People of God, befriend the forsaken
I’d seen it in Scripture, yet had not seen: How strongly God commits himself to defend the forsaken. How strongly he urges his people to befriend the forsaken.
I’d seen it in Scripture, yet had not seen: How strongly God commits himself to defend the forsaken. How strongly he urges his people to befriend the forsaken.
Deeply grieving, falsely accused, Job cried in anger. “It is God who has wronged me!” Sometimes, intimate conversations with God are passionate and fierce.
The Lord sees when the vulnerable are wrongly rejected. He hears when the helpless cry to him, and he champions them. Defender of the forsaken – this is God.
God wants to lift from our shoulders staggering burdens that generations have needlessly carried. He wants to show us the way to send away the past that binds.
A distorted view of “women’s responsibility” is deeply embedded in the church but often hidden in a fog. Here’s what people may expect of us – but God does not.
“Religion almost killed me,” she said, then paused, waiting for my response. I had no words. But I believed her – and I could identify. She saw it in my eyes.
Elijah was human, like us. The spirit and power in his life had everything to do with the God who gave them, and the undivided heart that welcomed them.
I was a “good Christian girl” until well into middle age. Then, God led me where I did not want to go, to show me what I desperately needed to see.
Any time, ever, that you find yourself lying broken and spent, the Lord has a message for you. It’s his cry to wake you, and his promise to revive and restore.
I did not dream that, in my lifetime, leaders in the US church would convince so many to embrace such skewed views of God, Christianity and country.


Task to complete:
All pictures are to be dropped, and the remaining data set down exactly.

Excerpts from a figure dataset
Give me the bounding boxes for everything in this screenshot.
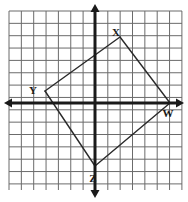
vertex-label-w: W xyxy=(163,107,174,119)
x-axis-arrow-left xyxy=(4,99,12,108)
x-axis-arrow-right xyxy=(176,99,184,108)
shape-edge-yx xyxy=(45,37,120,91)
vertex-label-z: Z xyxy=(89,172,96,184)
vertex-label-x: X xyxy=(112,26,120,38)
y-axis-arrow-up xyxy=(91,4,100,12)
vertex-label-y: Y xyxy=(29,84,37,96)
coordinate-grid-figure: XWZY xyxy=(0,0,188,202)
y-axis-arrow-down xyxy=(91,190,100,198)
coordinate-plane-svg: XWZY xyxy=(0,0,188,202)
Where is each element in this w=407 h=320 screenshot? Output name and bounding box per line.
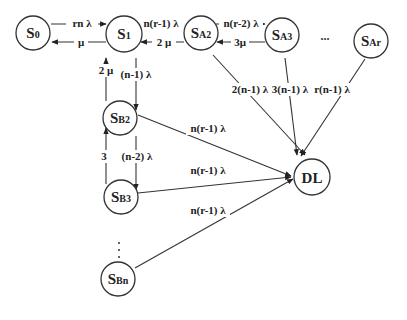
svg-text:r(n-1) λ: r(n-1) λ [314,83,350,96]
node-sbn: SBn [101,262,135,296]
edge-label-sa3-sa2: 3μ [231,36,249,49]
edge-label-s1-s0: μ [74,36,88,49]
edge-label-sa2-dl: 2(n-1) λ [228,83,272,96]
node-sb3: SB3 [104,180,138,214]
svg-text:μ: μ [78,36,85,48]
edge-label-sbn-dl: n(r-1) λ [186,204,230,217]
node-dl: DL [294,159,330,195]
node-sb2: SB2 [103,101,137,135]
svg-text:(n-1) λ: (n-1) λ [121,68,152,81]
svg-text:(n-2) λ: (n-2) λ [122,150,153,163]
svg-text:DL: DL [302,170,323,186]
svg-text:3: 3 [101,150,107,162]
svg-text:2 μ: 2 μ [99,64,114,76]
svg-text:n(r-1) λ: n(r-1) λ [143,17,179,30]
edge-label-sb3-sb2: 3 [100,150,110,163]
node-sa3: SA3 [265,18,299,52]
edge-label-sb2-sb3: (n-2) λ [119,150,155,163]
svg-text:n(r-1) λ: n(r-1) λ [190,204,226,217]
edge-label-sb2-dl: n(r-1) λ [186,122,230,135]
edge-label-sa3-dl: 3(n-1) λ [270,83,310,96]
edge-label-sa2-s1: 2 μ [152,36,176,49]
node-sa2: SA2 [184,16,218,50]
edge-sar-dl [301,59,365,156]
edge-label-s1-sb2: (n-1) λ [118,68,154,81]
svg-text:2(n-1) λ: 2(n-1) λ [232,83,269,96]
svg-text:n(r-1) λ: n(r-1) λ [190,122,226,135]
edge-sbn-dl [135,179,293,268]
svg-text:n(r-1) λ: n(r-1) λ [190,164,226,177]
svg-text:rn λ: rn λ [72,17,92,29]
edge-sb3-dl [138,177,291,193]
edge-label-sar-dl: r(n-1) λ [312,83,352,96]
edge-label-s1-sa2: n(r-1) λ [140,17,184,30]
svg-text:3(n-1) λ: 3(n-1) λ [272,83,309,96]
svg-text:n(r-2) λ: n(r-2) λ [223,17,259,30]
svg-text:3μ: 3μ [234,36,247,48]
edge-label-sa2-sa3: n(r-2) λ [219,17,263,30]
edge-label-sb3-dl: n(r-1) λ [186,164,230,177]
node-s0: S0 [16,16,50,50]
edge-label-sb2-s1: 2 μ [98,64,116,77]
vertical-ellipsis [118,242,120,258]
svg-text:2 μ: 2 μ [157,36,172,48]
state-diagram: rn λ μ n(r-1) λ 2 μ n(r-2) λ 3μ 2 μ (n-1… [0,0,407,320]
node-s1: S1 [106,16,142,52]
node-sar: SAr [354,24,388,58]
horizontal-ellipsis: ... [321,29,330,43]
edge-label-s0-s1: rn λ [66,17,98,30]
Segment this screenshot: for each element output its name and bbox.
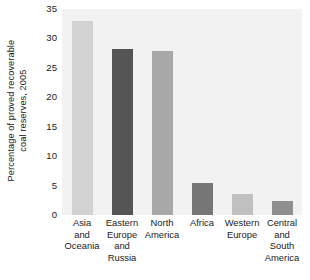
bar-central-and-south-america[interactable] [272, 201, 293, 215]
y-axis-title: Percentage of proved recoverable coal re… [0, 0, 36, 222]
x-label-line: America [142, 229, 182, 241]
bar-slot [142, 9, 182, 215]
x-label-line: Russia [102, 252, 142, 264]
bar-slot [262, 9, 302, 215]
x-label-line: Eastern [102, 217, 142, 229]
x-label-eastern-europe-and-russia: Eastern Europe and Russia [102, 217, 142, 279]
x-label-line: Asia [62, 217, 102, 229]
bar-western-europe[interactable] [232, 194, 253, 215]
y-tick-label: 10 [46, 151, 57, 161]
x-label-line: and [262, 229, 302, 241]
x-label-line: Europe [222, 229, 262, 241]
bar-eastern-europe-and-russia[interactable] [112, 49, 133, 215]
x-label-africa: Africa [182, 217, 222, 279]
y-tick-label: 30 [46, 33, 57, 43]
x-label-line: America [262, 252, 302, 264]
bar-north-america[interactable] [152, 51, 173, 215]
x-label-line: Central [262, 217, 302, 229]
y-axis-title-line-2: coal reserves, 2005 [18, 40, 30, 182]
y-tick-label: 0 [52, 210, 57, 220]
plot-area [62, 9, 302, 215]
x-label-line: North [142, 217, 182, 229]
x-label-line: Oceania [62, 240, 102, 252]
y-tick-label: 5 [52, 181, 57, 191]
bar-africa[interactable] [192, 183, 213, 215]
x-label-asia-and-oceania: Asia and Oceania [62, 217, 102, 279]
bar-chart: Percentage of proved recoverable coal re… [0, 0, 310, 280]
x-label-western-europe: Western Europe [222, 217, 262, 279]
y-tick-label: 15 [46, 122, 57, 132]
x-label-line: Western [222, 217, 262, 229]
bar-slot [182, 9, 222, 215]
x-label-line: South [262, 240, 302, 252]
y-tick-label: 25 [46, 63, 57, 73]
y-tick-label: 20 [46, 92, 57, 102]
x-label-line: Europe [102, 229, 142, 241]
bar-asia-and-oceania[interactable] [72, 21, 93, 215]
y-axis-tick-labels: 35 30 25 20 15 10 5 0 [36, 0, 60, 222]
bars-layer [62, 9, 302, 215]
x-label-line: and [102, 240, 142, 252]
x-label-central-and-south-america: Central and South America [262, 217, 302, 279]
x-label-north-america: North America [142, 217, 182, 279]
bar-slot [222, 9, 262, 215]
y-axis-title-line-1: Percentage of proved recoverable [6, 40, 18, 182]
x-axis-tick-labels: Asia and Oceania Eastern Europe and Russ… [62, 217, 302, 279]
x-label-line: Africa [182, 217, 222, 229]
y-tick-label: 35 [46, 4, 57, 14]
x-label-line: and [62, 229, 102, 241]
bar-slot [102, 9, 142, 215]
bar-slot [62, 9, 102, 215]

Exercise solution:
Give me the bounding boxes for everything in this screenshot.
vertex-label-w: W xyxy=(163,107,174,119)
x-axis-arrow-left xyxy=(4,99,12,108)
x-axis-arrow-right xyxy=(176,99,184,108)
shape-edge-yx xyxy=(45,37,120,91)
vertex-label-z: Z xyxy=(89,172,96,184)
vertex-label-x: X xyxy=(112,26,120,38)
y-axis-arrow-up xyxy=(91,4,100,12)
vertex-label-y: Y xyxy=(29,84,37,96)
coordinate-grid-figure: XWZY xyxy=(0,0,188,202)
y-axis-arrow-down xyxy=(91,190,100,198)
coordinate-plane-svg: XWZY xyxy=(0,0,188,202)
Where is each element in this w=407 h=320 screenshot? Output name and bounding box per line.
svg-text:r(n-1) λ: r(n-1) λ [314,83,350,96]
node-sbn: SBn [101,262,135,296]
edge-label-sa3-sa2: 3μ [231,36,249,49]
edge-label-s1-s0: μ [74,36,88,49]
edge-label-sa2-dl: 2(n-1) λ [228,83,272,96]
node-sb3: SB3 [104,180,138,214]
svg-text:μ: μ [78,36,85,48]
edge-label-sbn-dl: n(r-1) λ [186,204,230,217]
node-dl: DL [294,159,330,195]
node-sb2: SB2 [103,101,137,135]
svg-text:(n-1) λ: (n-1) λ [121,68,152,81]
svg-text:(n-2) λ: (n-2) λ [122,150,153,163]
svg-text:DL: DL [302,170,323,186]
svg-text:3: 3 [101,150,107,162]
svg-text:2 μ: 2 μ [99,64,114,76]
svg-text:n(r-1) λ: n(r-1) λ [143,17,179,30]
edge-label-sb3-sb2: 3 [100,150,110,163]
node-sa3: SA3 [265,18,299,52]
edge-label-sb2-sb3: (n-2) λ [119,150,155,163]
svg-text:n(r-1) λ: n(r-1) λ [190,204,226,217]
edge-label-sb2-dl: n(r-1) λ [186,122,230,135]
edge-label-sa3-dl: 3(n-1) λ [270,83,310,96]
edge-label-sa2-s1: 2 μ [152,36,176,49]
node-sa2: SA2 [184,16,218,50]
edge-sar-dl [301,59,365,156]
edge-label-s1-sb2: (n-1) λ [118,68,154,81]
svg-text:2(n-1) λ: 2(n-1) λ [232,83,269,96]
svg-text:n(r-1) λ: n(r-1) λ [190,122,226,135]
edge-sbn-dl [135,179,293,268]
svg-text:n(r-1) λ: n(r-1) λ [190,164,226,177]
svg-text:rn λ: rn λ [72,17,92,29]
edge-sb3-dl [138,177,291,193]
edge-label-sar-dl: r(n-1) λ [312,83,352,96]
edge-label-s1-sa2: n(r-1) λ [140,17,184,30]
svg-text:3(n-1) λ: 3(n-1) λ [272,83,309,96]
svg-text:n(r-2) λ: n(r-2) λ [223,17,259,30]
svg-text:3μ: 3μ [234,36,247,48]
edge-label-sa2-sa3: n(r-2) λ [219,17,263,30]
edge-label-sb3-dl: n(r-1) λ [186,164,230,177]
node-s0: S0 [16,16,50,50]
edge-label-sb2-s1: 2 μ [98,64,116,77]
vertical-ellipsis [118,242,120,258]
svg-text:2 μ: 2 μ [157,36,172,48]
state-diagram: rn λ μ n(r-1) λ 2 μ n(r-2) λ 3μ 2 μ (n-1… [0,0,407,320]
node-s1: S1 [106,16,142,52]
node-sar: SAr [354,24,388,58]
horizontal-ellipsis: ... [321,29,330,43]
edge-label-s0-s1: rn λ [66,17,98,30]
Segment this screenshot: for each element output its name and bbox.
bar-central-and-south-america[interactable] [272, 201, 293, 215]
y-axis-title: Percentage of proved recoverable coal re… [0, 0, 36, 222]
x-label-line: America [142, 229, 182, 241]
bar-slot [142, 9, 182, 215]
x-label-line: Russia [102, 252, 142, 264]
bar-slot [262, 9, 302, 215]
x-label-line: Eastern [102, 217, 142, 229]
x-label-eastern-europe-and-russia: Eastern Europe and Russia [102, 217, 142, 279]
x-label-line: Asia [62, 217, 102, 229]
bar-western-europe[interactable] [232, 194, 253, 215]
y-tick-label: 10 [46, 151, 57, 161]
x-label-line: and [262, 229, 302, 241]
x-label-line: Europe [222, 229, 262, 241]
bar-eastern-europe-and-russia[interactable] [112, 49, 133, 215]
x-label-africa: Africa [182, 217, 222, 279]
y-tick-label: 30 [46, 33, 57, 43]
x-label-line: America [262, 252, 302, 264]
bar-north-america[interactable] [152, 51, 173, 215]
x-label-line: Central [262, 217, 302, 229]
y-axis-title-line-2: coal reserves, 2005 [18, 40, 30, 182]
y-tick-label: 0 [52, 210, 57, 220]
plot-area [62, 9, 302, 215]
x-label-line: North [142, 217, 182, 229]
x-label-line: Oceania [62, 240, 102, 252]
y-tick-label: 5 [52, 181, 57, 191]
bar-africa[interactable] [192, 183, 213, 215]
x-label-asia-and-oceania: Asia and Oceania [62, 217, 102, 279]
bar-chart: Percentage of proved recoverable coal re… [0, 0, 310, 280]
x-label-western-europe: Western Europe [222, 217, 262, 279]
y-tick-label: 15 [46, 122, 57, 132]
x-label-line: Western [222, 217, 262, 229]
bar-slot [182, 9, 222, 215]
x-label-line: South [262, 240, 302, 252]
y-tick-label: 25 [46, 63, 57, 73]
y-tick-label: 20 [46, 92, 57, 102]
x-label-line: Europe [102, 229, 142, 241]
bar-asia-and-oceania[interactable] [72, 21, 93, 215]
y-axis-tick-labels: 35 30 25 20 15 10 5 0 [36, 0, 60, 222]
bars-layer [62, 9, 302, 215]
x-label-line: and [102, 240, 142, 252]
x-label-central-and-south-america: Central and South America [262, 217, 302, 279]
x-label-north-america: North America [142, 217, 182, 279]
bar-slot [222, 9, 262, 215]
y-axis-title-line-1: Percentage of proved recoverable [6, 40, 18, 182]
x-axis-tick-labels: Asia and Oceania Eastern Europe and Russ… [62, 217, 302, 279]
x-label-line: Africa [182, 217, 222, 229]
y-tick-label: 35 [46, 4, 57, 14]
x-label-line: and [62, 229, 102, 241]
bar-slot [102, 9, 142, 215]
bar-slot [62, 9, 102, 215]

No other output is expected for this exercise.